Ethics is frequently compatible or even the basis of law and regulation. Ethics is grounded on ethical principles or moral rules that lead to the development of ethical practices. There clearly is an overlap between ethics, compliance and the law. For example, the moral principle of autonomy or do not deprive freedom is the basis for the concept of informed consent and informed consent and its natural extension of advance care planning has been codified into law and regulation. Ethics seeks to promote and clarify this concept from an ethical viewpoint. Ethics seeks to clarify systematic processes where there is uncertainty or where there is conflict about what is right and when there is a choice between multiple rights. The National Center for Ethics is also often called upon to clarify what we think might be right in relationship to very complex cases, in relationship to ethical reasoning, but also in relationship to VHA policy. Therefore, both ethics and compliance uniquely contribute to quality healthcare, even though there might be differences in methods and approaches.

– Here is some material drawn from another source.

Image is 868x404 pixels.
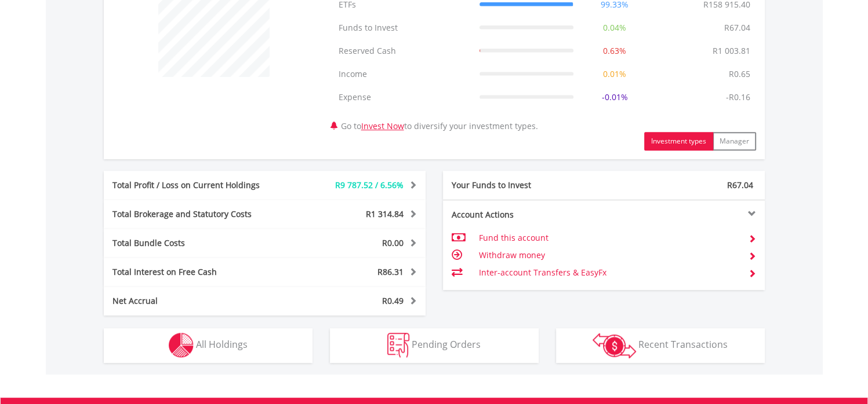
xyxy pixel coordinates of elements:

The second question which I think is really crucially important is that ethics and compliance need to work collaboratively and cooperatively for our overall goal of meeting the mission of this organization. What really are the practical ways that ethics committees and ethics programs and the NationalCenter for Ethics and compliance officers can all relate with one another? Let me just blitz through six things that come to mind, and some of those actually resonate with your article integrating ethics with compliance.

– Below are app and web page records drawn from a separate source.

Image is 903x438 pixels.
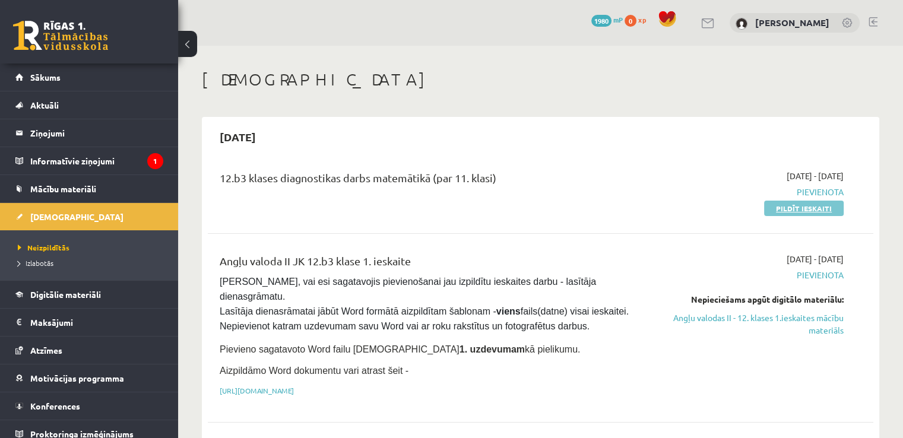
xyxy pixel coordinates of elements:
strong: viens [496,306,521,316]
a: 0 xp [625,15,652,24]
div: Angļu valoda II JK 12.b3 klase 1. ieskaite [220,253,630,275]
a: Rīgas 1. Tālmācības vidusskola [13,21,108,50]
a: Izlabotās [18,258,166,268]
div: Nepieciešams apgūt digitālo materiālu: [648,293,844,306]
a: Angļu valodas II - 12. klases 1.ieskaites mācību materiāls [648,312,844,337]
span: Aktuāli [30,100,59,110]
a: Aktuāli [15,91,163,119]
a: [URL][DOMAIN_NAME] [220,386,294,395]
span: 1980 [591,15,611,27]
span: [DATE] - [DATE] [787,170,844,182]
legend: Informatīvie ziņojumi [30,147,163,175]
a: [DEMOGRAPHIC_DATA] [15,203,163,230]
span: Sākums [30,72,61,83]
a: Pildīt ieskaiti [764,201,844,216]
a: Konferences [15,392,163,420]
div: 12.b3 klases diagnostikas darbs matemātikā (par 11. klasi) [220,170,630,192]
a: Neizpildītās [18,242,166,253]
span: Izlabotās [18,258,53,268]
a: Digitālie materiāli [15,281,163,308]
img: Raivo Rutks [736,18,747,30]
h2: [DATE] [208,123,268,151]
span: Neizpildītās [18,243,69,252]
span: Pievienota [648,186,844,198]
legend: Ziņojumi [30,119,163,147]
span: Atzīmes [30,345,62,356]
span: Konferences [30,401,80,411]
span: 0 [625,15,636,27]
legend: Maksājumi [30,309,163,336]
h1: [DEMOGRAPHIC_DATA] [202,69,879,90]
a: Atzīmes [15,337,163,364]
a: Ziņojumi [15,119,163,147]
span: Motivācijas programma [30,373,124,383]
span: Pievienota [648,269,844,281]
a: [PERSON_NAME] [755,17,829,28]
a: Mācību materiāli [15,175,163,202]
span: mP [613,15,623,24]
a: Informatīvie ziņojumi1 [15,147,163,175]
span: [PERSON_NAME], vai esi sagatavojis pievienošanai jau izpildītu ieskaites darbu - lasītāja dienasg... [220,277,631,331]
span: Aizpildāmo Word dokumentu vari atrast šeit - [220,366,408,376]
span: [DATE] - [DATE] [787,253,844,265]
strong: 1. uzdevumam [459,344,525,354]
i: 1 [147,153,163,169]
a: Motivācijas programma [15,364,163,392]
a: Sākums [15,64,163,91]
span: Mācību materiāli [30,183,96,194]
span: xp [638,15,646,24]
a: Maksājumi [15,309,163,336]
span: [DEMOGRAPHIC_DATA] [30,211,123,222]
span: Pievieno sagatavoto Word failu [DEMOGRAPHIC_DATA] kā pielikumu. [220,344,580,354]
span: Digitālie materiāli [30,289,101,300]
a: 1980 mP [591,15,623,24]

First of all, I think both compliance offices, officers as well as ethics committees and members of ethics programs, ought to review whatever written guidelines there are, whether that is a center memorandum, whether that is a manual, that describes the purpose of each office or program, so that each understands written material that describes the nature of each of their programs and activities.

Secondly, there ought to be face-to-face dialogue and communication to increase understanding, and to clarify any misunderstandings, so that then there can be careful role definitions and role understandings and boundaries.

Third, they each ought to understand and be aware of the issues that each one has to tackle. I think you used the phrase to "track" issue. So, an ethics committee ought to understand and track what are some of the new emerging compliance issues, just as the compliance office might need to understanding what are some of the new emerging clinical or organizational ethics issues. And then to have dialogue between each other regarding the various issues.

Fourth, I think compliance offices and ethics programs ought to collaborate operationally regarding function and certainly know when to triage to one another when there are issues that might be more appropriately dealt with in the other office.

Fifth, I think ethics programs and committees as well as compliance offices should consider having representatives of each of their offices on the other committees or programs. That is the compliance officer ought to be involved with the ethics committee and vice versa.

Sixth, I think there should be joint educational activities so that when there is facility education programs dealing with business integrity or organizational ethics that both ethics committees and compliance people jointly facilitate that education, because not only does it give the perception, it gives the reality of working together cooperatively.